(Stored data entries)
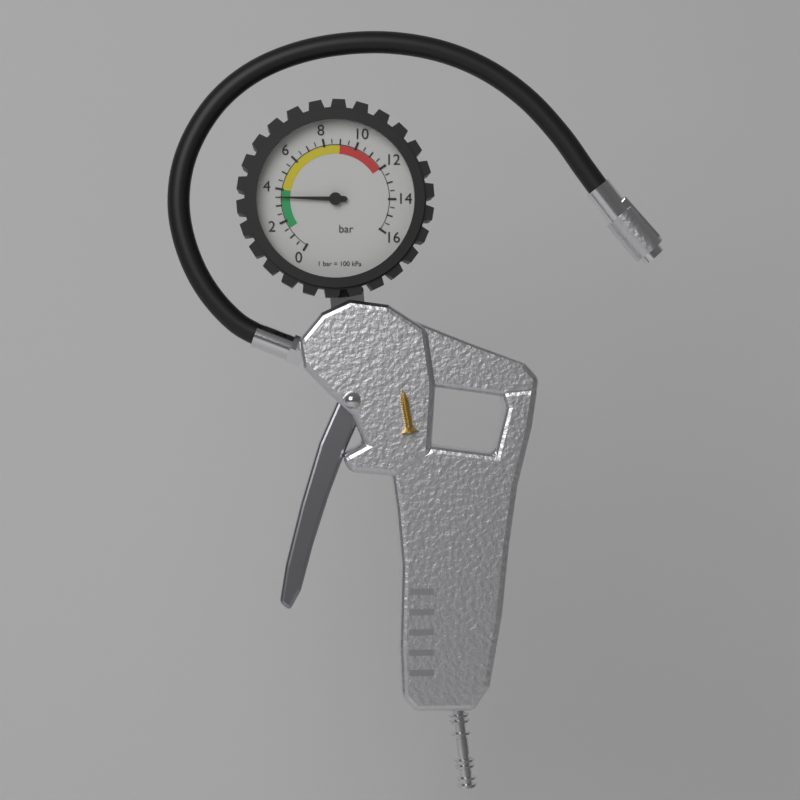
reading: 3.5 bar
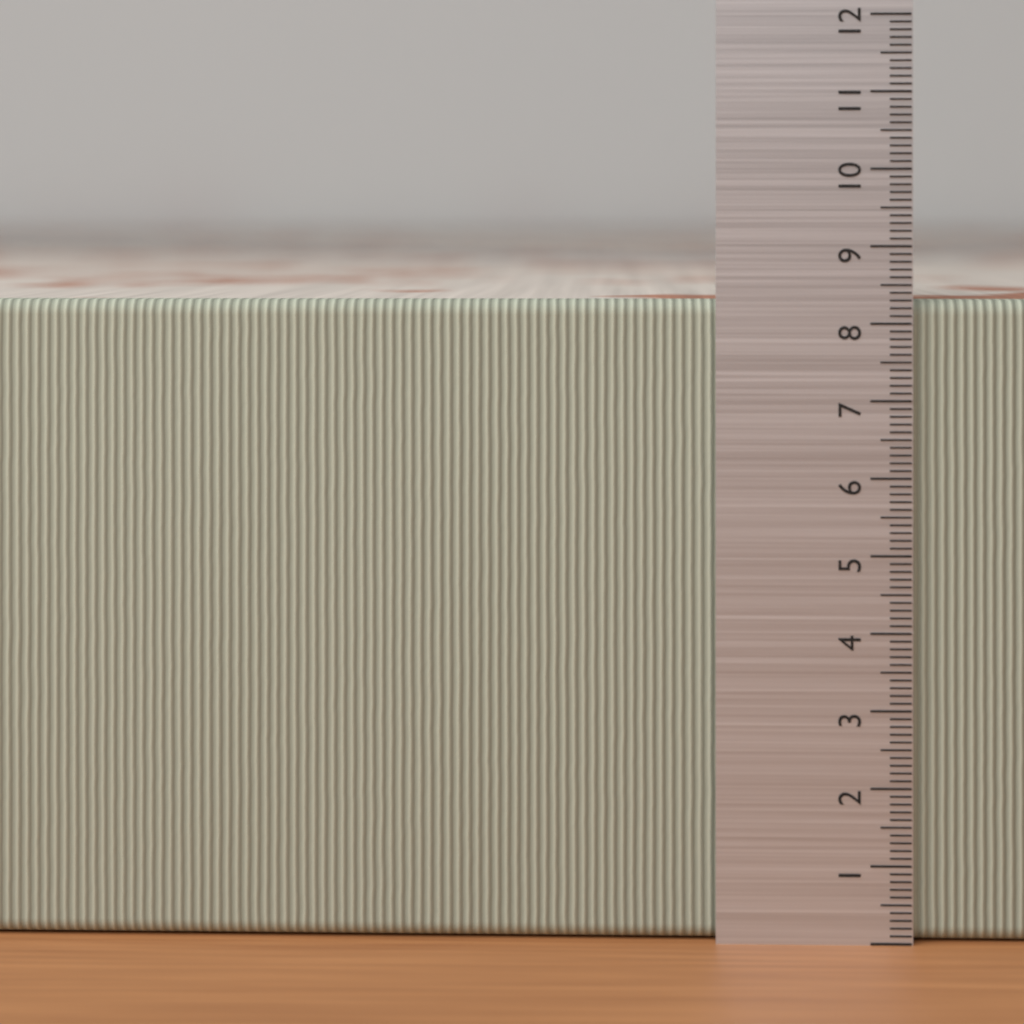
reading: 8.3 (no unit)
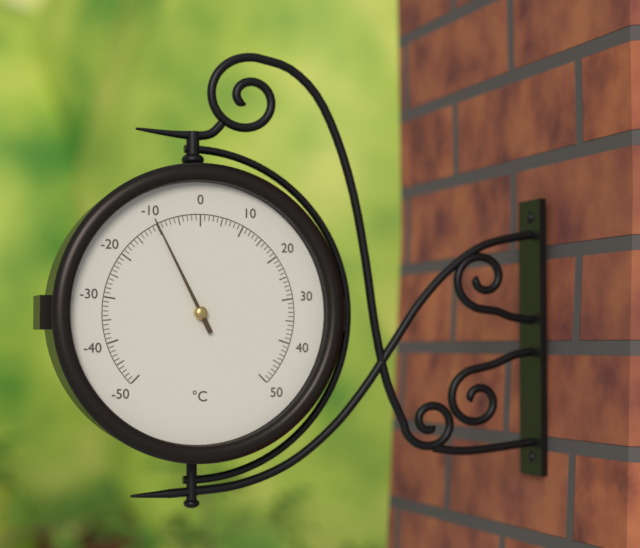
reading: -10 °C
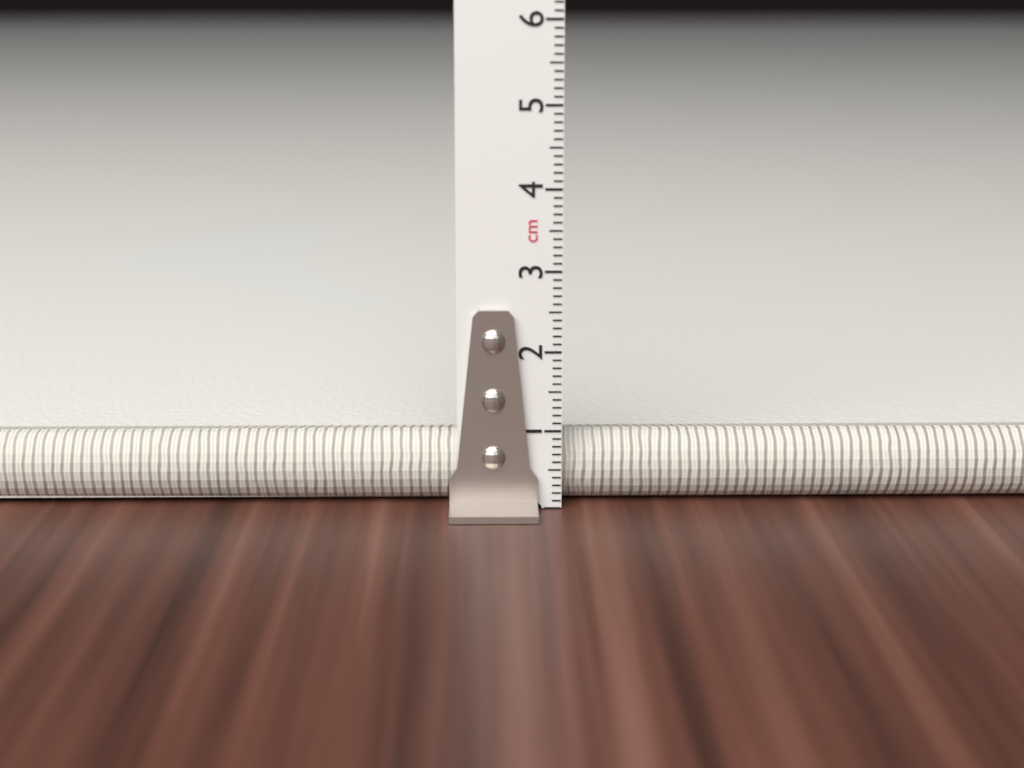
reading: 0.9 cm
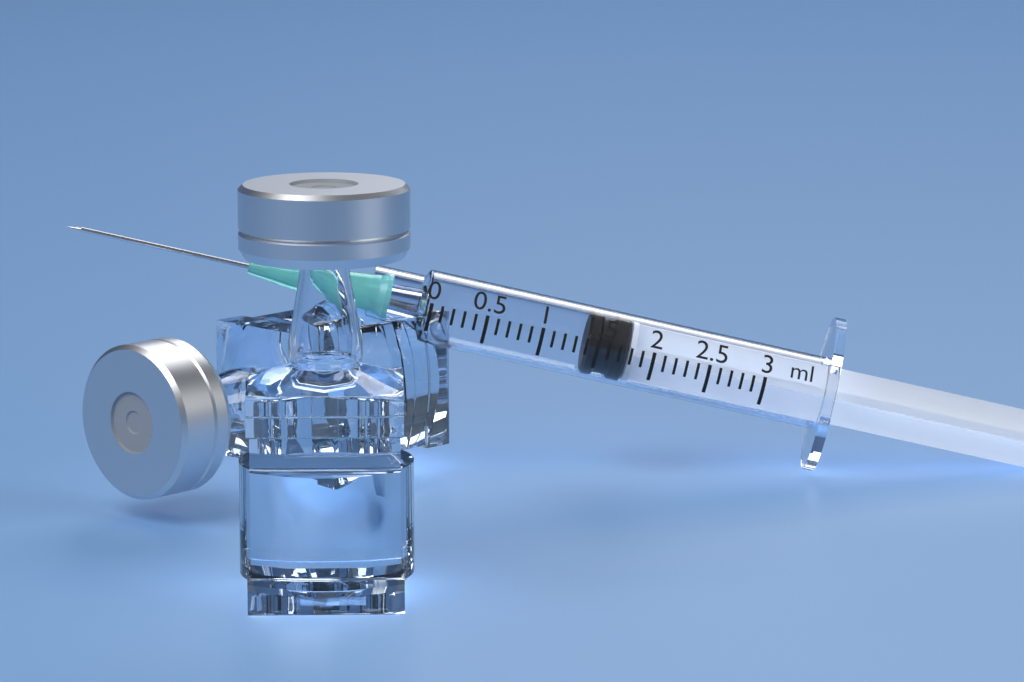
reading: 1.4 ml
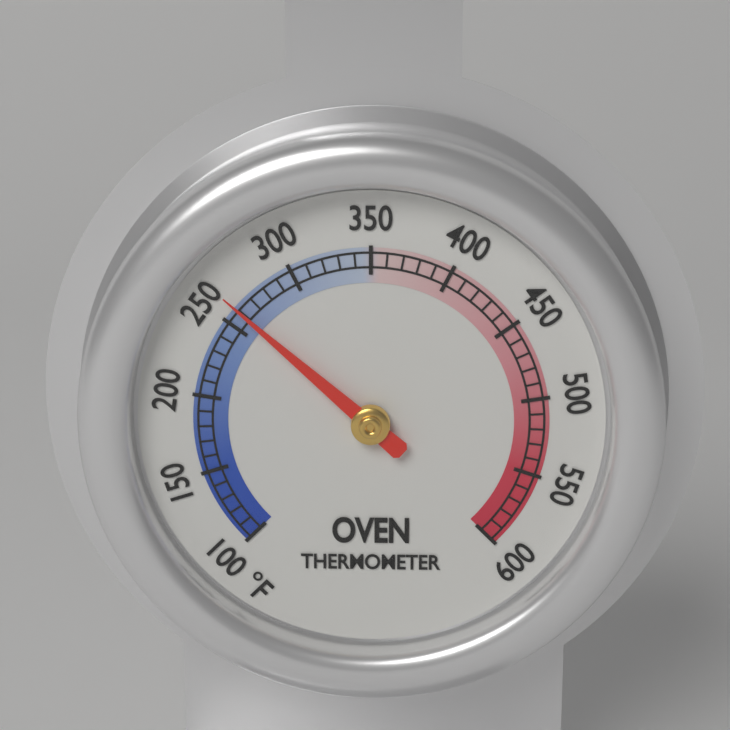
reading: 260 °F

# WHAT TO DO
The entries are to be transcribed in full. Their pictures are not.

# ANSWER BOX
reading: 3.5 bar
reading: 8.3 (no unit)
reading: -10 °C
reading: 0.9 cm
reading: 1.4 ml
reading: 260 °F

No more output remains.